SHENZHEN: Ordering bottled water at a hotel would usually mean calling room service and waiting for staff to deliver it later.
But Chinese AI could soon speed up that process: with a digital concierge logging the request and dispatching a delivery robot to your door just minutes later.
The service, known as Hua Xiao AI, will roll out later this year across H World Group hotels in China, one of the country’s largest hotel chains that also owns the Ji Hotel brand, with presence in Singapore, and soon, Malaysia.
This digital concierge can handle more than 30 tasks, from answering room queries to giving recommendations on nearby dining and attractions. It is powered by Tencent Cloud’s Agent Development Platform, a plug-and-play system built on Large Language Models (LLMs). LLMs are the same underlying AI technology that powers apps like ChatGPT.
“In the future, the strength of a company will not lie in its own capabilities, but in its ability to connect with the best resources in society,” said H World CEO Jin Hui, who was speaking at the Tencent Global Digital Ecosystem Summit last week.
China’s AI sector is rapidly evolving in line with Beijing’s ambitious “AI Plus” strategy, which seeks to integrate AI technology into 90 per cent of major industries by 2030.
A new wave of plug-and-play tech is emerging, designed to streamline processes and make AI adoption much simpler.
From an online platform that lets firms build their own digital staff, to a computer loaded with AI models like DeepSeek, these plug-and-play tools promise to make adopting AI as easy as turning on a device.
All users need to do is input commands or data, and the machine does the rest – whether it’s answering questions, generating reports or carrying out routine tasks. Such devices are already being used in settings like hospitals, schools and government offices to carry out tasks like teaching and research support.
In practice, it’s as straightforward as plugging it in, typing or speaking a request, and getting results within seconds.
Sales of all-in-one machines are expected to surge fivefold, from 150,000 units in 2025 to 720,000 by 2027, with market value rising from 123.6 billion yuan to over 520.8 billion yuan, according to data released by Zheshang Securities.
“Industries such as manufacturing and retail, which have weaker hardware development capabilities, are more willing to adopt all-in-one machines,” noted Lu Yanxia, research director at IDC China, a global market research and consulting firm.
Lu believes demand would mostly come from government offices, state-owned firms and industries like manufacturing and retail, which often lack the ability to develop such technology on their own.
But other experts have cautioned that expectations may be outpacing reality.
“Tech companies try to exaggerate,” said Mehran Mazandarani, an independent AI consultant based in Shenzhen – who compared the current wave of AI products to the early days of personal computers: when companies would flood the market but only a few with the “best integration and service support” survived.
“Sometimes what they (tech companies) have is just nothing special,” Mazandarani said.
THE BUSINESS OF PLUG-AND-PLAY AI
According to a UBS forecast, Chinese AI agents could start turning profits by 2026.
An AI agent is software that can act on its own to complete tasks using data and tools – for example, searching the web, planning trips or answering customer queries.
“2026 (will be) the year of agent monetisation in China,” Sundeep Gantori, equity strategist at UBS Global Wealth Management CIO said in an interview with the South China Morning Post on Sep 4.
One major catalyst has been Hangzhou start-up DeepSeek, which drew global attention earlier this year for its powerful, low-cost R1 model. It revealed training costs of just US$294,000 – a fraction of what Western rivals like OpenAI would typically spend.
Gantori expects monetisation to accelerate as models like DeepSeek’s R2 become more advanced. “We expect to see greater monetisation,” Gantori said.
At the same time, demand for all-in-one LLM machines is on the rise.
Depending on specifications, mainstream all-in-one LLM machines can cost from 500,000 yuan (US$68,000) to 5 million yuan, according to a 2025 report by the LeadLeo Research Institute.
For some, the appeal is peace of mind. “In the case of all-in-one machines, it provides easy access to models such as DeepSeek without worries about data security, since it’s all on your own machine,” Wendy Chang, an analyst at the Mercator Institute for China Studies (MERICS), told CNA.
The biggest winners for now would be equipment makers behind AI chips and servers, she added.
Alex Kot, a professor at the Shenzhen MSU-BIT University, agreed. “One of the key things is data policies and reliability. There has always been a niche market for that purpose,” Kot said.
But he noted the limitations.
“If the data changes, or if a better algorithm comes out, (users) may have to upgrade,” he said. “That’s where the all-in-one can run into problems.”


TASK DIRECTIONS:
Return the records in full, exactly as given.

Records excerpted from a collection

╔══

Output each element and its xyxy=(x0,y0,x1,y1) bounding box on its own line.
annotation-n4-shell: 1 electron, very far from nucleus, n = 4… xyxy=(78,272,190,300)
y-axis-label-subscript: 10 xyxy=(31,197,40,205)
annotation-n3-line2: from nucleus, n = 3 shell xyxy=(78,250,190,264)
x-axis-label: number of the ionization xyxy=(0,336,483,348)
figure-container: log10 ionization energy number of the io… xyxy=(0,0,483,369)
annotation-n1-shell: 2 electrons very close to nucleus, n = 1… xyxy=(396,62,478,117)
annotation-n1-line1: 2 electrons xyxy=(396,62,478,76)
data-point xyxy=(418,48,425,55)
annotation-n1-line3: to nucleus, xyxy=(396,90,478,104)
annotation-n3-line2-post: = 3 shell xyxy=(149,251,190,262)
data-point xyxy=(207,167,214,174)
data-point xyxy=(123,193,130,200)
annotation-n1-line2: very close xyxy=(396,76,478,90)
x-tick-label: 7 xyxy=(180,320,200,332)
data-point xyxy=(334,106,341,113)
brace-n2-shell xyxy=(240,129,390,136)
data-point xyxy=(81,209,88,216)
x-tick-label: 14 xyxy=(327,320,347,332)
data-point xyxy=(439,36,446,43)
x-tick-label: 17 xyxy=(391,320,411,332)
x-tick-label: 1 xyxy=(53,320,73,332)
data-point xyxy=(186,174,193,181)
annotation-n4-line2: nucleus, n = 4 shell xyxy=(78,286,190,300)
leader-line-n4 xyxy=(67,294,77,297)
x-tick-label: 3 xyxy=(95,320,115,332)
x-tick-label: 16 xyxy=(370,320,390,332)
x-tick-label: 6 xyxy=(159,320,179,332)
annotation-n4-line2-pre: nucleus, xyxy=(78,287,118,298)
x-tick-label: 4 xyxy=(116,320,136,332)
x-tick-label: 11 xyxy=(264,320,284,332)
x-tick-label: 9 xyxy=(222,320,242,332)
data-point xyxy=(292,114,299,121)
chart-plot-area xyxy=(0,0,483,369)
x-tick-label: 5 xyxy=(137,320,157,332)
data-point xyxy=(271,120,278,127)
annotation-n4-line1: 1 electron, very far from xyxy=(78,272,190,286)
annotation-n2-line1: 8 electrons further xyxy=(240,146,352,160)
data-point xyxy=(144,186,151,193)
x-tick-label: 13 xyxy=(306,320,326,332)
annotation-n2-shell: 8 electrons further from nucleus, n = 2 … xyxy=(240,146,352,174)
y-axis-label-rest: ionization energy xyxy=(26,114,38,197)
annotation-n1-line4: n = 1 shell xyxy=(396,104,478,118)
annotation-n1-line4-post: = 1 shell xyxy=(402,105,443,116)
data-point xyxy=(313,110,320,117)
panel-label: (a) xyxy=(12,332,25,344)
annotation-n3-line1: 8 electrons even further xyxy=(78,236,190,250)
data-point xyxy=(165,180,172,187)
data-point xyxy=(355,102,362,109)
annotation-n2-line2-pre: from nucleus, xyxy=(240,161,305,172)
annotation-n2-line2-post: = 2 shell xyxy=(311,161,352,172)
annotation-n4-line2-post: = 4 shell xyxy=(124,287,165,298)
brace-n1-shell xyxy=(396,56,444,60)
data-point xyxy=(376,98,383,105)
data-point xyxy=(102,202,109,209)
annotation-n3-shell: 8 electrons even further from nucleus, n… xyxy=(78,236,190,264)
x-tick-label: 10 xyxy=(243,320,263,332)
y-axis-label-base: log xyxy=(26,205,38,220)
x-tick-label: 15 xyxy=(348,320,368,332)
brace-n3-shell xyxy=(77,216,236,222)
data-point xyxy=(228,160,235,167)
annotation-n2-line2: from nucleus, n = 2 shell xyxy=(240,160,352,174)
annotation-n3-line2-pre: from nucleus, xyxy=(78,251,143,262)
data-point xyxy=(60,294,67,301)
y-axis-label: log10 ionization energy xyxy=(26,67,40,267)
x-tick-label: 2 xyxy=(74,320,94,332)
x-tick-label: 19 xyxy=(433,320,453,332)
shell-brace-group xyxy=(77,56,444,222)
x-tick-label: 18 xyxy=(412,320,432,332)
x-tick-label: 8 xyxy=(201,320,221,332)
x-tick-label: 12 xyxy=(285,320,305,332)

╚══

ANSWER TO THE EXERCISE:
Output each element and its xyxy=(x0,y0,x1,y1) bounding box on its own line.
annotation-n4-shell: 1 electron, very far from nucleus, n = 4… xyxy=(78,272,190,300)
y-axis-label-subscript: 10 xyxy=(31,197,40,205)
annotation-n3-line2: from nucleus, n = 3 shell xyxy=(78,250,190,264)
x-axis-label: number of the ionization xyxy=(0,336,483,348)
figure-container: log10 ionization energy number of the io… xyxy=(0,0,483,369)
annotation-n1-shell: 2 electrons very close to nucleus, n = 1… xyxy=(396,62,478,117)
annotation-n1-line1: 2 electrons xyxy=(396,62,478,76)
data-point xyxy=(418,48,425,55)
annotation-n1-line3: to nucleus, xyxy=(396,90,478,104)
annotation-n3-line2-post: = 3 shell xyxy=(149,251,190,262)
data-point xyxy=(207,167,214,174)
data-point xyxy=(123,193,130,200)
annotation-n1-line2: very close xyxy=(396,76,478,90)
x-tick-label: 7 xyxy=(180,320,200,332)
data-point xyxy=(334,106,341,113)
brace-n2-shell xyxy=(240,129,390,136)
data-point xyxy=(81,209,88,216)
x-tick-label: 14 xyxy=(327,320,347,332)
data-point xyxy=(439,36,446,43)
x-tick-label: 17 xyxy=(391,320,411,332)
x-tick-label: 1 xyxy=(53,320,73,332)
data-point xyxy=(186,174,193,181)
annotation-n4-line2: nucleus, n = 4 shell xyxy=(78,286,190,300)
leader-line-n4 xyxy=(67,294,77,297)
x-tick-label: 3 xyxy=(95,320,115,332)
x-tick-label: 16 xyxy=(370,320,390,332)
x-tick-label: 6 xyxy=(159,320,179,332)
annotation-n4-line2-pre: nucleus, xyxy=(78,287,118,298)
x-tick-label: 4 xyxy=(116,320,136,332)
x-tick-label: 11 xyxy=(264,320,284,332)
x-tick-label: 9 xyxy=(222,320,242,332)
data-point xyxy=(292,114,299,121)
chart-plot-area xyxy=(0,0,483,369)
x-tick-label: 5 xyxy=(137,320,157,332)
data-point xyxy=(271,120,278,127)
annotation-n4-line1: 1 electron, very far from xyxy=(78,272,190,286)
annotation-n2-line1: 8 electrons further xyxy=(240,146,352,160)
data-point xyxy=(144,186,151,193)
x-tick-label: 13 xyxy=(306,320,326,332)
annotation-n2-shell: 8 electrons further from nucleus, n = 2 … xyxy=(240,146,352,174)
y-axis-label-rest: ionization energy xyxy=(26,114,38,197)
annotation-n1-line4: n = 1 shell xyxy=(396,104,478,118)
annotation-n1-line4-post: = 1 shell xyxy=(402,105,443,116)
data-point xyxy=(313,110,320,117)
panel-label: (a) xyxy=(12,332,25,344)
annotation-n3-line1: 8 electrons even further xyxy=(78,236,190,250)
data-point xyxy=(165,180,172,187)
data-point xyxy=(355,102,362,109)
annotation-n2-line2-pre: from nucleus, xyxy=(240,161,305,172)
annotation-n2-line2-post: = 2 shell xyxy=(311,161,352,172)
annotation-n4-line2-post: = 4 shell xyxy=(124,287,165,298)
brace-n1-shell xyxy=(396,56,444,60)
data-point xyxy=(376,98,383,105)
data-point xyxy=(102,202,109,209)
annotation-n3-shell: 8 electrons even further from nucleus, n… xyxy=(78,236,190,264)
x-tick-label: 10 xyxy=(243,320,263,332)
y-axis-label-base: log xyxy=(26,205,38,220)
x-tick-label: 15 xyxy=(348,320,368,332)
brace-n3-shell xyxy=(77,216,236,222)
data-point xyxy=(228,160,235,167)
annotation-n2-line2: from nucleus, n = 2 shell xyxy=(240,160,352,174)
annotation-n3-line2-pre: from nucleus, xyxy=(78,251,143,262)
data-point xyxy=(60,294,67,301)
y-axis-label: log10 ionization energy xyxy=(26,67,40,267)
x-tick-label: 2 xyxy=(74,320,94,332)
x-tick-label: 19 xyxy=(433,320,453,332)
shell-brace-group xyxy=(77,56,444,222)
x-tick-label: 18 xyxy=(412,320,432,332)
x-tick-label: 8 xyxy=(201,320,221,332)
x-tick-label: 12 xyxy=(285,320,305,332)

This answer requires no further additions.